Israel’s ambassador Aviva Raz Shechter said the Council had relapsed to its worst form of anti-Israel obsession. The call for an inquiry was “politically motivated and won’t improve the situation on the ground by even one iota,” she said.

“The loss of life could have been avoided had Hamas refrained from sending terrorists to attack Israel under the cover of the riots, while exploiting its own civilian population as human shields,” she said. “It is Israel, certainly not Hamas, which makes a real effort to minimize casualties among Palestinian civilians.”

The United States has stood by Israel during the past week’s violence, which coincided with the opening of a new US embassy in occupied Jerusalem. US.chargé d’affaires Theodore Allegra said the Council was ignoring the real culprit of the violence: Hamas.

“The one sided action proposed by the Council today only further shows that the Human Rights Council is indeed a broken body,” he said.

In Gaza, residents told Reuters that Israel deserved its international criticism.

“Israel must be dismantled as a state and its leaders must stand international trial for their massacres against us since 1948,” said Ibrahim Abu Galeb, 65, a refugee living in southern Gaza. “Israel occupied our land, displaced our people, killed our children’s dreams to live safely and it is behind our sickness and poverty.”

Erdogan rallies

Muslim leaders

Turkish President Recep Tayyip Erdogan on Friday hosted Muslim leaders for an Istanbul summit to condemn Israel over the killing of Gaza protesters, seeking to bridge divisions with the Islamic world and issue a strong message.

Erdogan has reacted with unbridled fury to the killing by Israeli forces on Monday of 60 Palestinians on the Gaza border, accusing Israel of “genocide” and being run as an “apartheid state”.
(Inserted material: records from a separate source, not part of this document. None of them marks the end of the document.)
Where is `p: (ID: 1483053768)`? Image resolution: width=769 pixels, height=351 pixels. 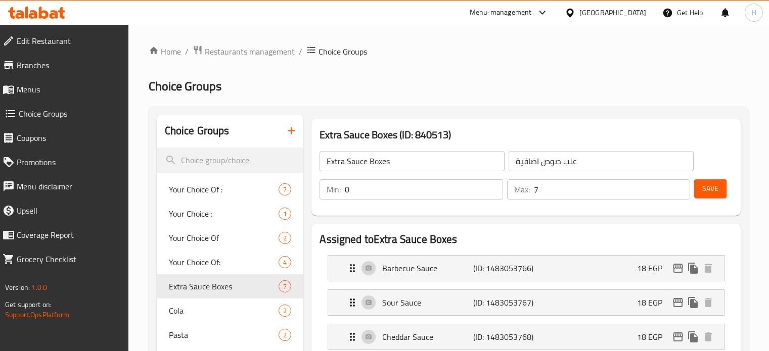 p: (ID: 1483053768) is located at coordinates (504, 337).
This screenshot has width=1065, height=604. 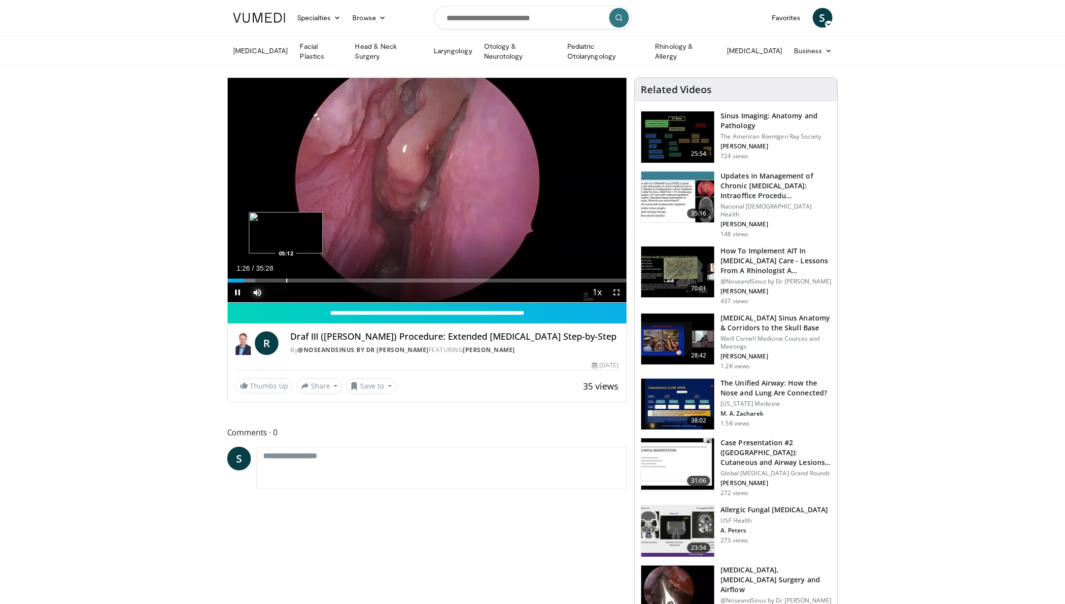 What do you see at coordinates (699, 421) in the screenshot?
I see `span: 38:02` at bounding box center [699, 421].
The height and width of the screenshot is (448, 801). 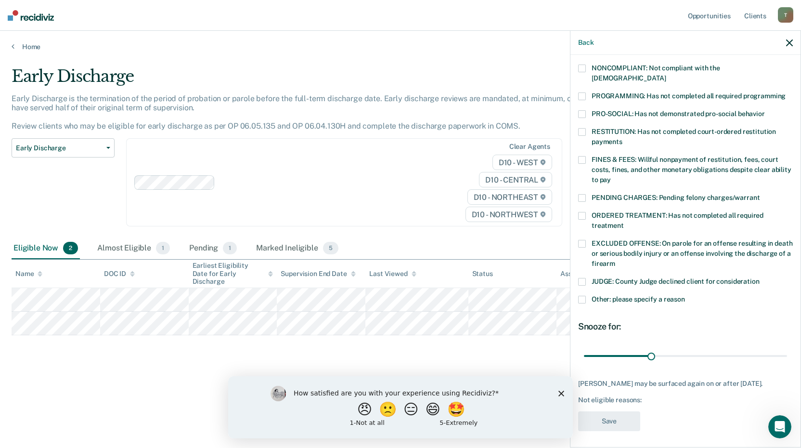 What do you see at coordinates (50, 17) in the screenshot?
I see `img: Profile image for Kim` at bounding box center [50, 17].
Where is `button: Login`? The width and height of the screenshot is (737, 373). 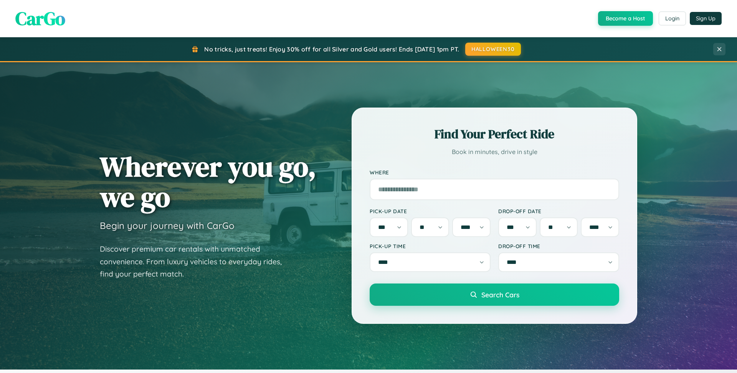
button: Login is located at coordinates (672, 18).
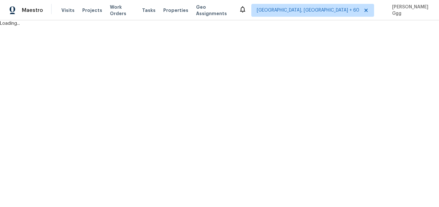 The height and width of the screenshot is (207, 439). What do you see at coordinates (92, 10) in the screenshot?
I see `span: Projects` at bounding box center [92, 10].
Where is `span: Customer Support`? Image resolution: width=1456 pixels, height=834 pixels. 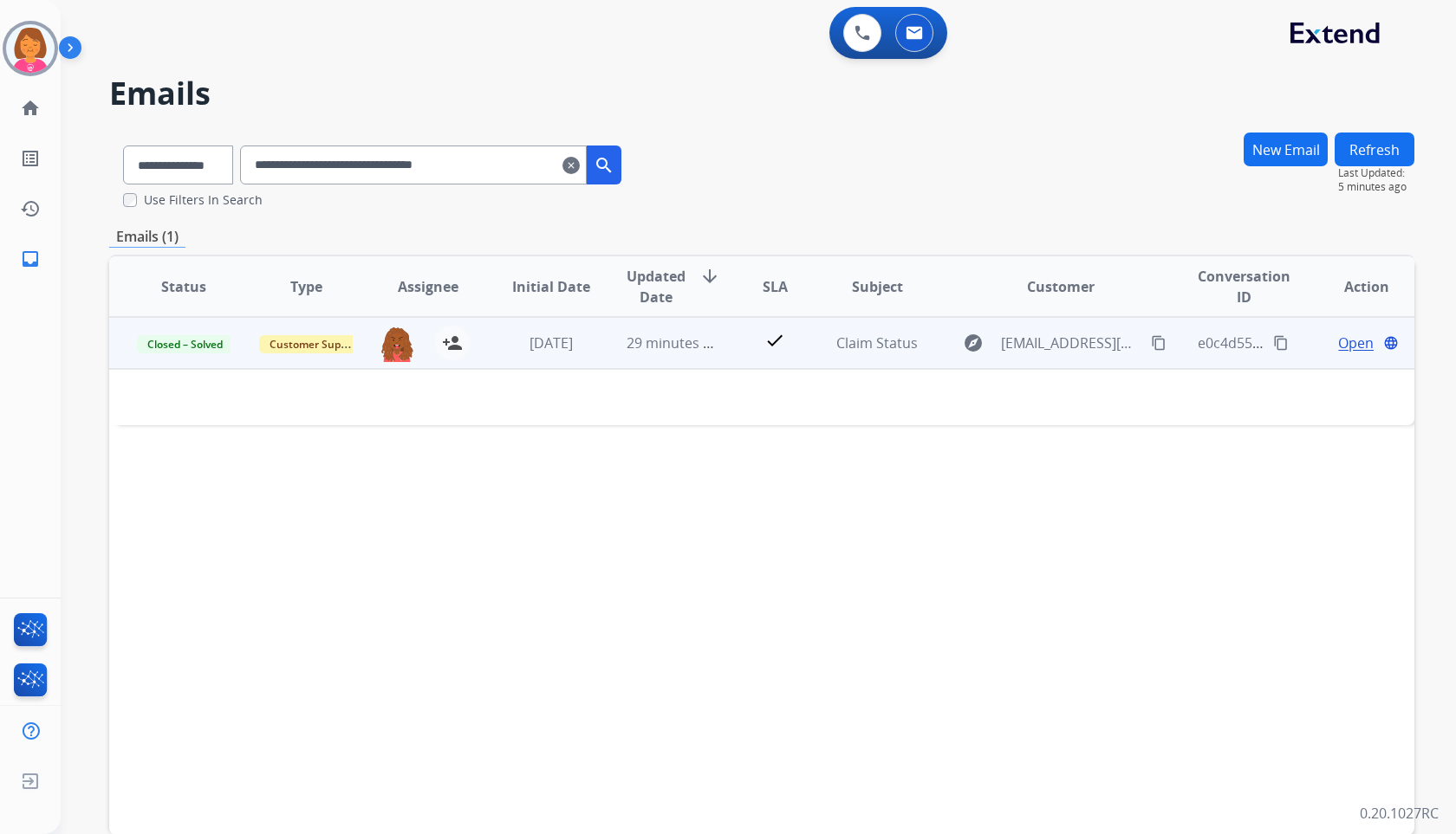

Erdogan already staged an extraordinary meeting of the Organization of Islamic Cooperation (OIC) in December last year to denounce US President Donald Trump’s decision to recognize Jerusalem as the capital of Israel.

“We must give the toughest response ... to the crime against humanity committed by Israel,” Foreign Minister Mevlut Cavusoglu told a meeting of OIC foreign ministers ahead of the summit.

A draft communique prepared for the summit calls for “international protection for the Palestinian people” and condemns Israel’s “criminal” actions against “unarmed civilians”.

The text also accuses the US administration of “encouraging the crimes of Israel.”

Rafah crossing

opens for Ramadan

Egyptian President Abdel Fattah El-Sisi has made a rare decision to open the Rafah crossing with Gaza for a month, allowing Palestinians to cross during the holy period of Ramadan.

The decision to keep the crossing open was taken “to alleviate the suffering” of residents in the Palestinian enclave, Sisi said on Facebook late Thursday.

The Rafah crossing is Gaza’s only gateway to the outside world not controlled by Israel, but Egypt has largely sealed it in recent years, citing security threats.

The last extended opening lasted three weeks in 2013, while usually Palestinians are able to cross for a few dozen days a year.

Previous openings of Rafah have been cut short by violence in the Sinai peninsula or with authorities giving other reasons.